Veteran prop Heather Ballinger didn't know until she checked in at Brisbane airport ahead of her final Test in Auckland on Saturday that all three Australian teams – the Kangaroos, Jillaroos and Junior Kangaroos – were travelling together on their own chartered flight.
The game has come a long way since 36-year-old Ballinger and teammates had to sell cars or rely on raffles to afford to play for the Jillaroos and attempts are being made to ensure any player who wears the green and gold jersey is treated the same, regardless of whether they are male or female.
The three Australian teams, who will play a triple-header against their New Zealand counterparts for the first time at Mt Smart Stadium on Saturday, spent two days in camp together at the same hotel before flying to Auckland, taking part in joint bonding activities and travelling on their own plane.
"To work together as one big unit is great, it helps to bond the teams together," Ballinger said. "I go back to a time when we had to pay our own way, make do with what we could afford at the time and just have whatever players could afford to go away.
Kangaroos and Kiwis feel the love at fan day
"Now we can select our best players and take them away and ensure they are fed well, hydrated well, recovered well, trained well and put out on the field quality football that people can enjoy.
"I didn't find out about the plane until we went to the airport but that is excellent work done by the NRL to put that on and I guess it just brings us together as a united squad."
Kangaroos coach Mal Meninga estimated that there were 100 people involved with the three teams so it was cheaper and easier to charter their own plane for the flight to Auckland.
However, the efforts to bring the sides together went far beyond sharing an aeroplane.
The teams stayed at the same hotel in Brisbane and on Sunday night Meninga took them to Enoggera Barracks, also known as Gallipoli Barracks, where they had dinner and he outlined why it was important that the 100th anniversary of the end of World War I be honoured on Saturday night.
"We want to acknowledge and commemorate 100 years of Armistice Day and the Armed Services, and what they have done for our country," Menginga said. "It is important from our point of view to say thanks to all of those men and women who have served and allowed us to be what we are today."
Under Meninga's coaching rein, the Kangaroos have introduced a series of values for players to follow known as RISE – Respect, Inspire, Selfless, Excellence – and the players heard that the Armed Forces have similar set of principles.
"Part of our RISE value system is around selflessness, it is around mateship, it is about being inclusive and team first, regardless of whether you are male or female or a Junior Kangaroo," Meninga said. "It is the expectation of any player – male or female – in the green and gold jersey."
An example of Meninga's determination to have all players afforded the same opportunity was his response to a question in Auckland on Thursday about the "women's game" being played before the Kangaroos-Kiwis Test on Saturday.

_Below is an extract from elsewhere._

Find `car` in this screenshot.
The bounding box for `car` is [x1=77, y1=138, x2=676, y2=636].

"Every time we talk about the game we actually mean men and women, boys and girls," Meninga said.
"It is all inclusive, it is all equal for everyone who participates in our game at the highest end.

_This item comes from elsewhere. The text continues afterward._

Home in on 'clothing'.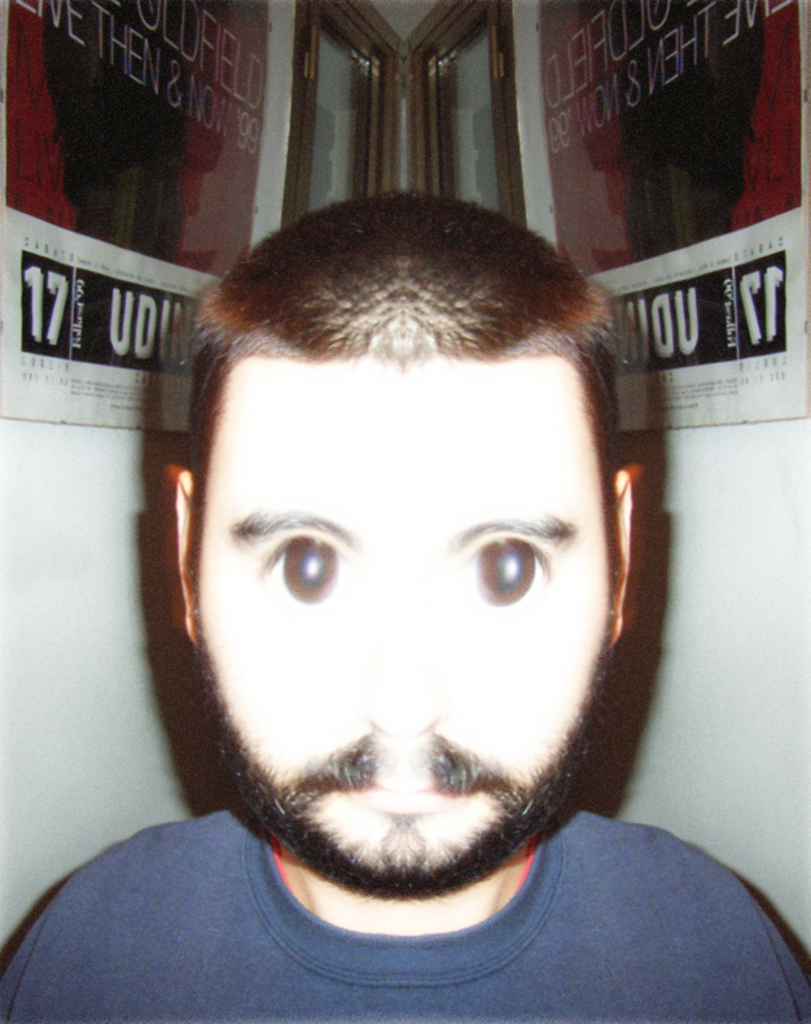
Homed in at (0,802,810,1023).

"It is not a curtain raiser, it is not a separate game, it is a double-header or in this case a triple-header, with the Junior Kangaroos and Kiwis playing too."
Jillaroos second-rower Kezie Apps said the introduction of the Holden NRL Women's Premiership this season had lifted the profile of the game's female players and their Kangaroos counterparts were supportive of the competition.
"It was awesome to be together as one big group, to stay at the same hotel as them and to do activities together," Apps said. "It was just a really nice feeling that we are being treated the same – the men and women.
"The boys are great, we were talking to some of them and they were saying how much they loved it (the NRLW), and they were asking questions about the players and how we do things. It was really good to hear that they actually followed us in the Women's Premiership.
"We look up to them as players and as athletes and now we are getting the opportunity to play just like they are playing week in and week out."
Kangaroos forward Tyson Frizell said the three Australian teams would continue helping each other in Auckland in a bid to achieve a hat-trick of victories over New Zealand on Saturday.
"It is the first time all of us being together and I think Mal wants us all to be on the same page in the direction we want to go as Australian rugby league players," Frizell said. "Everything that we did for those two days in Brisbane was pretty much all together."
"Mal made an effort to make it a memorable occasion. He took us to the army camp and we had dinner and a few people told some stories. It all related back to mateship and that is what this camp was all about. Going out there on Saturday we will be trying to show that."